1995
I was ripped, sucked, and sloshed from my mother’s tummy at 9:03 pm on a warm August night. I tried killing myself before entering the world by wrapping and looping my way through my umbilical cord. My mother probably felt like death, too. I always wonder what it must have felt like being told your child may die before entering the world if nothing happens quickly. I wonder what the Oklahoma City bombing victims felt like when they heard the delayed sounds of the blast, only the heat from extreme force reaching their skin first.
1996
I made it through a year of the place I call home. I wonder how many infants and toddlers made it through the bombing of the park near the summer Olympics when Eric Rudolph woke up and decided to bomb it. I wonder if I went to a park that day, too.
1997
I so badly want to know what I first thought at age two being strapped into a car was like. I wonder if I was scared, nervous, excited. The sights flashing by in a second-filled blink. How much we all miss in that blink. I wonder what Princess Diana missed in all her blinks before the fatal day where her eyes stayed closed. I wonder what her last flash was in the car.
1998
I wonder why the news didn’t focus around our house, too.
1999
Columbine students went to classes one day expecting the same boring routine that had done their entire lives thus far. Two students went in with a plan to change that. I went to preschool and received the expected routine day I had always known. I wonder what I felt in the moment those students were killed in my safe room with the indoor playhouse with the little mailbox attached.
2000
I hated swimming. I hated the water. I loved the water, but I hated how terrifying it was. I hated my swim instructor for telling me she would catch me and moved at the last moment to see if I could swim up to the surface on my own. I hated the feeling of air releasing from my lungs and the quiver that began to sit in my body. I hated admitting I was a quitter. I wonder if the Navy Sailors who were bombed in Yemeni waters hated their recruiters and higher ups for swearing they would be okay. I wonder if their wives and husbands hated them for dying.
2001
I went to elementary school expecting a routine day, until my father came and scooped me out of the classroom. The x-numbered student pulled from the school that day. My father hogged the television and cried. I asked to watch SpongeBob. I wonder if that really pissed him off that I didn’t understand. I wonder what the employees of the Twin Towers expected out of that seemingly routine day. I wonder if they watched SpongeBob with their kids before leaving.
2002
I had stars and planet stickers covered on my ceiling. The stars illuminated the space when the lights went out after a day of soaking in the magic rays. I had a poster of a space station they sent out on my walls. I watched the moon and stars on my ceiling as I drifted away into the space of my mind. I wonder what the Columbia crew dreamed of as they disintegrated into their childhood dreams of going out of this world.
2003
Knock, knock. It’s the vacuum salesman here to show you this amazing product that can dispense soap and suck it up, giving those old carpets and deep clean.

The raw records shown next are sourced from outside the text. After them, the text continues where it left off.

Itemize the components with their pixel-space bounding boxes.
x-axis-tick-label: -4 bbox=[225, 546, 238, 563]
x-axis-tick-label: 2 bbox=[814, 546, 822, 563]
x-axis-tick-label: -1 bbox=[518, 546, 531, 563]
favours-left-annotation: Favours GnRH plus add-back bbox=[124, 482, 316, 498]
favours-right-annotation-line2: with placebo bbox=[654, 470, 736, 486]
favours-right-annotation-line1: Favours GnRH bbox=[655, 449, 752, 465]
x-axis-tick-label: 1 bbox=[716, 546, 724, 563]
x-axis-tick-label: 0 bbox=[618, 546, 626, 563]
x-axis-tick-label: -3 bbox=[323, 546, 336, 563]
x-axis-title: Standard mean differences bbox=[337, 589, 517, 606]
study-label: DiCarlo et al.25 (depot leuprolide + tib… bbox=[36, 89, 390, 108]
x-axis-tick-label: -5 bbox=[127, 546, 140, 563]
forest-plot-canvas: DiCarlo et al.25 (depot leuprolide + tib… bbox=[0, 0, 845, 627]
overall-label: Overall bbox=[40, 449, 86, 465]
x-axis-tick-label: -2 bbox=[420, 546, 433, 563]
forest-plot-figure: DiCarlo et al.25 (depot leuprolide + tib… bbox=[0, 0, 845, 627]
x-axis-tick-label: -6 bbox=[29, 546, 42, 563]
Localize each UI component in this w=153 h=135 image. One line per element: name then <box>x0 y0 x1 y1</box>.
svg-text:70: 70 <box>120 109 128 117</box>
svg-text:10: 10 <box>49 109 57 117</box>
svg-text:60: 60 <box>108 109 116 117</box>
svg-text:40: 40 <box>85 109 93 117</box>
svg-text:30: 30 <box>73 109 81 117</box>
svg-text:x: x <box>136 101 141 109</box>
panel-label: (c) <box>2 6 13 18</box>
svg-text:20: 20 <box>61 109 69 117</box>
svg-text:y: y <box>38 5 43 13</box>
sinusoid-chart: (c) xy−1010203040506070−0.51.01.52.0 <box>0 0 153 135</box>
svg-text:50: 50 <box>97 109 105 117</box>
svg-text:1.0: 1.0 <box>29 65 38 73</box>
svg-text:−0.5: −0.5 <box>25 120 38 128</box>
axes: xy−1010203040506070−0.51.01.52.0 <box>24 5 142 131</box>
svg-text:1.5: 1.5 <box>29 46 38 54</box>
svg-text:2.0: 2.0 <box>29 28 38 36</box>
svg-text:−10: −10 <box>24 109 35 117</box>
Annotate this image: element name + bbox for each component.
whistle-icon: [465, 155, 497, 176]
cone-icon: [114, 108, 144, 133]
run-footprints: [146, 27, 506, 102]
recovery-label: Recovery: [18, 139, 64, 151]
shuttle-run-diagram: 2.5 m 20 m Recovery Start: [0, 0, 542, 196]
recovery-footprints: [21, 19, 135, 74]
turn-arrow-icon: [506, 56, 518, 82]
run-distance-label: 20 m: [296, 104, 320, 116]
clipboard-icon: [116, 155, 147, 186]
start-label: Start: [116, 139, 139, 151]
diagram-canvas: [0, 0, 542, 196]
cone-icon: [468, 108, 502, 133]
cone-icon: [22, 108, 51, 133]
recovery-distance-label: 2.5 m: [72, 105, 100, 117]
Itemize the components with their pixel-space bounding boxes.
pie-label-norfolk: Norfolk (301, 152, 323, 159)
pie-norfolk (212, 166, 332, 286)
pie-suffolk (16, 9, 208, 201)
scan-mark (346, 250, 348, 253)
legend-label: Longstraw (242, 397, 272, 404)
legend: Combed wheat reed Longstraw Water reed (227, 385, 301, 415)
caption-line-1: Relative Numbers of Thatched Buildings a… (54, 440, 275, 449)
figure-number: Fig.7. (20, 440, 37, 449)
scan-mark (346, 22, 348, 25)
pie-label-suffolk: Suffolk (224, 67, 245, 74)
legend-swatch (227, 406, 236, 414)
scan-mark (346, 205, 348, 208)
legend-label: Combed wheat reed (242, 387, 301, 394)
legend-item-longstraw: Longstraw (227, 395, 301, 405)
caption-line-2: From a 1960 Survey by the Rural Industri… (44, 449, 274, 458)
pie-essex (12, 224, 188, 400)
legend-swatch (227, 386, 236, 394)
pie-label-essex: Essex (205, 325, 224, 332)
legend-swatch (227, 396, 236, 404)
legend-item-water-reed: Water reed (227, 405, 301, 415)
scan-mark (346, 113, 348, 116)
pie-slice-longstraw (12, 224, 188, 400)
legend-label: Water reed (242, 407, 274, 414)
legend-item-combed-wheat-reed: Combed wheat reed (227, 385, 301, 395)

Knock, knock. It’s the U.S. Special Forces here to take Saddam Hussein.
Knock, knock. It’s the vacuum salesman late for his appointment.
Knock, knock. It’s me and my mother curled in the bathroom trying to not make a sound because she’s so pissed that they showed up late.
2004
Charley, Frances, Ivan, and Jeanne. I wonder what possessed someone to start naming the hurricanes that had the potential to take lives after the names of the innocent. I wonder what possessed cancer to eat away at the functioning of my Papa. I wonder if his cancer would bear the name Theodore after him.
2005
Katrina is a pretty name. Everyone must love a Katrina. I don’t know anyone named Katrina. I wonder if a girl named Katrina in Louisiana was disliked after her counterpart did the damage. I wonder how many kids teased her in the years afterwards. I wonder if she wished to die instead of live.
2006
My father was so angry when the Democrats took congress. I was so angry when cancer finally took Theodore. I wonder if he had lost his mind angry, upset, or happy because he knew how the world would change.
2007
In seventh grade, students had to bring a change of clothes to gym days and change in front of the girls who shared the same day. I wanted to rip my eyes out of their sockets every time I went in that room. I hated that I had to stand in the section with all the girls who always had a step over me. I wonder what the shooter at Virginia Tech hated that possessed them into wanting to kill. I wonder what those individuals injured thought about while dying.
2008
I wondered what the last thought that ran through your head when you jump from a window knowing your entire worth has been sucked from the air by an invisible straw. I wondered what it must be like losing your childhood home. I wonder if we were every close to losing mine.
2009
My father was so irritated that the news channels solely focused on the King of Pop’s death for weeks. I was irritated because the news never gave focus to my favorite rock singers. I wondered why someone with such an extensive, diabolical history got so much attention.
2010
I wonder what it’s like to be an animal slowly suffocating in the Gulf from oil so carelessly released. I wonder what it’s like for a car engine to be replenished with oil after running low. I wonder if my oil started running low and that’s why the thoughts of death began to seep into my mind.
2011
I wonder if I could kill someone if it were a life and death choice. I wonder if I could kill myself if the time came. I wonder what it feels like to get shot. I wonder what Osama bin Laden thought when the bullets hit him. I wonder what my father thought when his heart stopped pumping and he laid on the floor to die.
2012
I went to a park and came home with love on the brain. The way Thomas’s teeth shown when he smiled filled me with delight. The feeling I got when he first kissed me being electric through my body. I wonder if anyone who went to the Colorado theater felt electric walking in to see their favorite super hero. I wonder if Batman could have saved them from death.
2013
The closest thing I have experienced to a bomb was the earthquake that reached my hometown on August day. The terror of not knowing if our house would stand or collapse with me inside. I wonder if it felt the same in Boston. I wonder if those people thought the buildings would collapse. I wonder what Thomas thought when her set a bomb off when I discovered he wasn’t loyal. I wonder how I didn’t collapse.
2014
I wonder why girls have it much harder than boys. I wonder why boys find it okay to hurt girls, torture girls, make girls believe they are not worth it on this world. I wonder what girls around the world think. I wonder if the Nigerian girls taken from school wonder this. I wonder what the men who took them wonder.
2015
Boston still survived despite the bombing. Tsaenaev wasn’t so lucky in the end. I wonder how I survived knowing that Thomas still wasn’t faithful.
2016
Love is love, they echoed across the nation, as I leave Thomas two days before his birthday. I wonder what it’s like to love.
2017
I wonder why women are still fighting for basic rights. I wonder why women have died trying to gain those rights. I wonder if, deep down, I still want to die. I wonder what my mother would feel if I died. I wonder if I have a girl of my own one day if she will want to die, too.